Cutting through the bullshit.

Tuesday, 20 February 2007

Watch your step

Jewish Voice for Peace wrote this morning encouraging me to contact my Senator to demand that they support California Senator Dianne Feinstein’s Cluster Munitions Civilian Protection Act.

The bill aims to ban use, sale, or transfer of any cluster munitions unless ‘the submunitions of the cluster munitions have a 99 percent or higher functioning rate’ and ‘will not be used where civilians are known to be present or in areas normally inhabited by civilians’.

“This landmark legislation would put the US at the forefront of global efforts to eliminate weapons that have killed and maimed thousands of civilians,” said Steve Goose, director of the arms division at Human Rights Watch. “At the moment, the US is best known as one of the most prolific users, producers, exporters and stockpilers of the weapon.”

It could well be a step in the right direction, except, ‘The President may waive the requirement under section 2(1)’ regarding the functioning rate if he ‘certifies that it is vital to protect the security of the United States’. Given what we now know about Congressional oversight of executive power, it looks more like carte blanche, particularly considering that, according to HRW, of the estimated 1 billion cluster submunitions the US currently has stockpiled, only about 30,000 would meet the stipulated criteria. No doubt it would be vital to the security of the United States to sell these at a profit, or give them to some other party with America’s best interests at heart.

JVP asserts that the bill also paves the way for clean-up operations, particularly in Lebanon, but the text of the bill only provides that

(3) not later than 30 days after such cluster munitions are used, the President submits to the appropriate congressional committees a plan, including estimated costs, for cleaning up any such cluster munitions and submunitions which fail to explode and continue to pose a hazard to civilians…

It doesn’t mention Lebanon and there doesn’t appear to be any wording that would make it retroactive to cover the million or so bomblets scattered all over southern Lebanon and taking their intended toll of UN mine clearers and Lebanese kids.

It’s funny how they name legislation. Leaving everything more or less to Presidential discretion hasn’t offered Iraqi civilians much protection, but time will tell. It starts out limp; we’ll see what form it takes if and when it passes the Senate, then it could be amended in the House, and once passed into law, there’s the inevitable process of gutting it through regulation.

Meanwhile, moves are afoot to launch ‘an international process to create a treaty banning cluster munitions that cause unacceptable humanitarian harm’. Launching a process sounds good. Just watch where you step.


» **TASK DESCRIPTION**: Answer with one number only: how many lines in this material contain the word "xlabel"?

--- RECORDS FOR THIS TASK Enclosed Below ---

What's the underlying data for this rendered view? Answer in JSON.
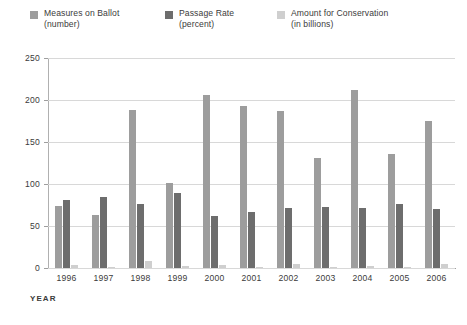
{
  "chart_data": {
    "type": "bar",
    "title": "",
    "xlabel": "YEAR",
    "ylabel": "",
    "ylim": [
      0,
      250
    ],
    "yticks": [
      0,
      50,
      100,
      150,
      200,
      250
    ],
    "grid": true,
    "legend_position": "top",
    "categories": [
      "1996",
      "1997",
      "1998",
      "1999",
      "2000",
      "2001",
      "2002",
      "2003",
      "2004",
      "2005",
      "2006"
    ],
    "series": [
      {
        "name": "Measures on Ballot",
        "unit": "(number)",
        "color": "#9d9d9d",
        "values": [
          74,
          63,
          188,
          101,
          206,
          193,
          187,
          131,
          212,
          136,
          175
        ]
      },
      {
        "name": "Passage Rate",
        "unit": "(percent)",
        "color": "#6d6d6d",
        "values": [
          81,
          84,
          76,
          89,
          62,
          67,
          72,
          73,
          72,
          76,
          70
        ]
      },
      {
        "name": "Amount for Conservation",
        "unit": "(in billions)",
        "color": "#cfcfcf",
        "values": [
          3,
          1,
          8,
          2,
          4,
          1,
          5,
          1,
          2,
          1,
          5
        ]
      }
    ]
  },
  "legend": {
    "items": [
      {
        "label": "Measures on Ballot",
        "sub": "(number)",
        "color": "#9d9d9d",
        "swatch_name": "legend-swatch-measures"
      },
      {
        "label": "Passage Rate",
        "sub": "(percent)",
        "color": "#6d6d6d",
        "swatch_name": "legend-swatch-passage"
      },
      {
        "label": "Amount for Conservation",
        "sub": "(in billions)",
        "color": "#cfcfcf",
        "swatch_name": "legend-swatch-amount"
      }
    ]
  },
  "axis": {
    "x_title": "YEAR",
    "y_max_label": "250",
    "y_min_label": "0"
  }
}
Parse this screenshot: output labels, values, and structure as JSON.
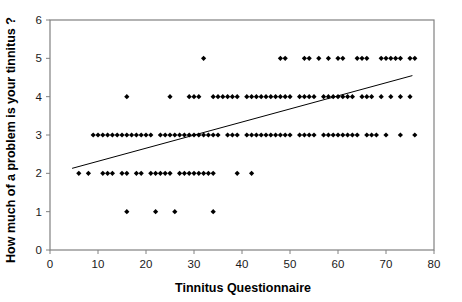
{
  "chart_data": {
    "type": "scatter",
    "title": "",
    "xlabel": "Tinnitus Questionnaire",
    "ylabel": "How much of a problem is your tinnitus ?",
    "xlim": [
      0,
      80
    ],
    "ylim": [
      0,
      6
    ],
    "xticks": [
      0,
      10,
      20,
      30,
      40,
      50,
      60,
      70,
      80
    ],
    "yticks": [
      0,
      1,
      2,
      3,
      4,
      5,
      6
    ],
    "grid": false,
    "legend": null,
    "marker": "diamond",
    "marker_color": "#000000",
    "plot_border_color": "#808080",
    "trendline": {
      "type": "linear-fit",
      "color": "#000000",
      "x_start": 4.6,
      "y_start": 2.13,
      "x_end": 75.5,
      "y_end": 4.55
    },
    "points": [
      {
        "x": 6,
        "y": 2
      },
      {
        "x": 8,
        "y": 2
      },
      {
        "x": 11,
        "y": 2
      },
      {
        "x": 12,
        "y": 2
      },
      {
        "x": 13,
        "y": 2
      },
      {
        "x": 15,
        "y": 2
      },
      {
        "x": 16,
        "y": 2
      },
      {
        "x": 18,
        "y": 2
      },
      {
        "x": 19,
        "y": 2
      },
      {
        "x": 21,
        "y": 2
      },
      {
        "x": 22,
        "y": 2
      },
      {
        "x": 23,
        "y": 2
      },
      {
        "x": 24,
        "y": 2
      },
      {
        "x": 25,
        "y": 2
      },
      {
        "x": 27,
        "y": 2
      },
      {
        "x": 28,
        "y": 2
      },
      {
        "x": 29,
        "y": 2
      },
      {
        "x": 30,
        "y": 2
      },
      {
        "x": 31,
        "y": 2
      },
      {
        "x": 32,
        "y": 2
      },
      {
        "x": 33,
        "y": 2
      },
      {
        "x": 34,
        "y": 2
      },
      {
        "x": 39,
        "y": 2
      },
      {
        "x": 42,
        "y": 2
      },
      {
        "x": 9,
        "y": 3
      },
      {
        "x": 10,
        "y": 3
      },
      {
        "x": 11,
        "y": 3
      },
      {
        "x": 12,
        "y": 3
      },
      {
        "x": 13,
        "y": 3
      },
      {
        "x": 14,
        "y": 3
      },
      {
        "x": 15,
        "y": 3
      },
      {
        "x": 16,
        "y": 3
      },
      {
        "x": 17,
        "y": 3
      },
      {
        "x": 18,
        "y": 3
      },
      {
        "x": 19,
        "y": 3
      },
      {
        "x": 20,
        "y": 3
      },
      {
        "x": 21,
        "y": 3
      },
      {
        "x": 23,
        "y": 3
      },
      {
        "x": 24,
        "y": 3
      },
      {
        "x": 25,
        "y": 3
      },
      {
        "x": 26,
        "y": 3
      },
      {
        "x": 27,
        "y": 3
      },
      {
        "x": 28,
        "y": 3
      },
      {
        "x": 29,
        "y": 3
      },
      {
        "x": 30,
        "y": 3
      },
      {
        "x": 31,
        "y": 3
      },
      {
        "x": 32,
        "y": 3
      },
      {
        "x": 33,
        "y": 3
      },
      {
        "x": 34,
        "y": 3
      },
      {
        "x": 35,
        "y": 3
      },
      {
        "x": 37,
        "y": 3
      },
      {
        "x": 38,
        "y": 3
      },
      {
        "x": 39,
        "y": 3
      },
      {
        "x": 41,
        "y": 3
      },
      {
        "x": 42,
        "y": 3
      },
      {
        "x": 43,
        "y": 3
      },
      {
        "x": 44,
        "y": 3
      },
      {
        "x": 45,
        "y": 3
      },
      {
        "x": 46,
        "y": 3
      },
      {
        "x": 47,
        "y": 3
      },
      {
        "x": 48,
        "y": 3
      },
      {
        "x": 49,
        "y": 3
      },
      {
        "x": 50,
        "y": 3
      },
      {
        "x": 52,
        "y": 3
      },
      {
        "x": 53,
        "y": 3
      },
      {
        "x": 54,
        "y": 3
      },
      {
        "x": 55,
        "y": 3
      },
      {
        "x": 57,
        "y": 3
      },
      {
        "x": 58,
        "y": 3
      },
      {
        "x": 59,
        "y": 3
      },
      {
        "x": 60,
        "y": 3
      },
      {
        "x": 61,
        "y": 3
      },
      {
        "x": 62,
        "y": 3
      },
      {
        "x": 63,
        "y": 3
      },
      {
        "x": 64,
        "y": 3
      },
      {
        "x": 66,
        "y": 3
      },
      {
        "x": 67,
        "y": 3
      },
      {
        "x": 68,
        "y": 3
      },
      {
        "x": 70,
        "y": 3
      },
      {
        "x": 73,
        "y": 3
      },
      {
        "x": 76,
        "y": 3
      },
      {
        "x": 16,
        "y": 4
      },
      {
        "x": 25,
        "y": 4
      },
      {
        "x": 29,
        "y": 4
      },
      {
        "x": 30,
        "y": 4
      },
      {
        "x": 31,
        "y": 4
      },
      {
        "x": 34,
        "y": 4
      },
      {
        "x": 35,
        "y": 4
      },
      {
        "x": 36,
        "y": 4
      },
      {
        "x": 37,
        "y": 4
      },
      {
        "x": 38,
        "y": 4
      },
      {
        "x": 39,
        "y": 4
      },
      {
        "x": 41,
        "y": 4
      },
      {
        "x": 42,
        "y": 4
      },
      {
        "x": 43,
        "y": 4
      },
      {
        "x": 44,
        "y": 4
      },
      {
        "x": 45,
        "y": 4
      },
      {
        "x": 46,
        "y": 4
      },
      {
        "x": 47,
        "y": 4
      },
      {
        "x": 48,
        "y": 4
      },
      {
        "x": 49,
        "y": 4
      },
      {
        "x": 50,
        "y": 4
      },
      {
        "x": 52,
        "y": 4
      },
      {
        "x": 53,
        "y": 4
      },
      {
        "x": 54,
        "y": 4
      },
      {
        "x": 55,
        "y": 4
      },
      {
        "x": 57,
        "y": 4
      },
      {
        "x": 58,
        "y": 4
      },
      {
        "x": 59,
        "y": 4
      },
      {
        "x": 60,
        "y": 4
      },
      {
        "x": 61,
        "y": 4
      },
      {
        "x": 62,
        "y": 4
      },
      {
        "x": 63,
        "y": 4
      },
      {
        "x": 65,
        "y": 4
      },
      {
        "x": 66,
        "y": 4
      },
      {
        "x": 67,
        "y": 4
      },
      {
        "x": 69,
        "y": 4
      },
      {
        "x": 71,
        "y": 4
      },
      {
        "x": 73,
        "y": 4
      },
      {
        "x": 75,
        "y": 4
      },
      {
        "x": 32,
        "y": 5
      },
      {
        "x": 48,
        "y": 5
      },
      {
        "x": 49,
        "y": 5
      },
      {
        "x": 53,
        "y": 5
      },
      {
        "x": 54,
        "y": 5
      },
      {
        "x": 56,
        "y": 5
      },
      {
        "x": 58,
        "y": 5
      },
      {
        "x": 60,
        "y": 5
      },
      {
        "x": 61,
        "y": 5
      },
      {
        "x": 64,
        "y": 5
      },
      {
        "x": 65,
        "y": 5
      },
      {
        "x": 66,
        "y": 5
      },
      {
        "x": 69,
        "y": 5
      },
      {
        "x": 70,
        "y": 5
      },
      {
        "x": 71,
        "y": 5
      },
      {
        "x": 72,
        "y": 5
      },
      {
        "x": 73,
        "y": 5
      },
      {
        "x": 75,
        "y": 5
      },
      {
        "x": 76,
        "y": 5
      },
      {
        "x": 16,
        "y": 1
      },
      {
        "x": 22,
        "y": 1
      },
      {
        "x": 26,
        "y": 1
      },
      {
        "x": 34,
        "y": 1
      }
    ]
  }
}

--- End of Enclosed RECORDS FOR THIS TASK ---

» **ANSWER TO THIS PROBLEM**: 2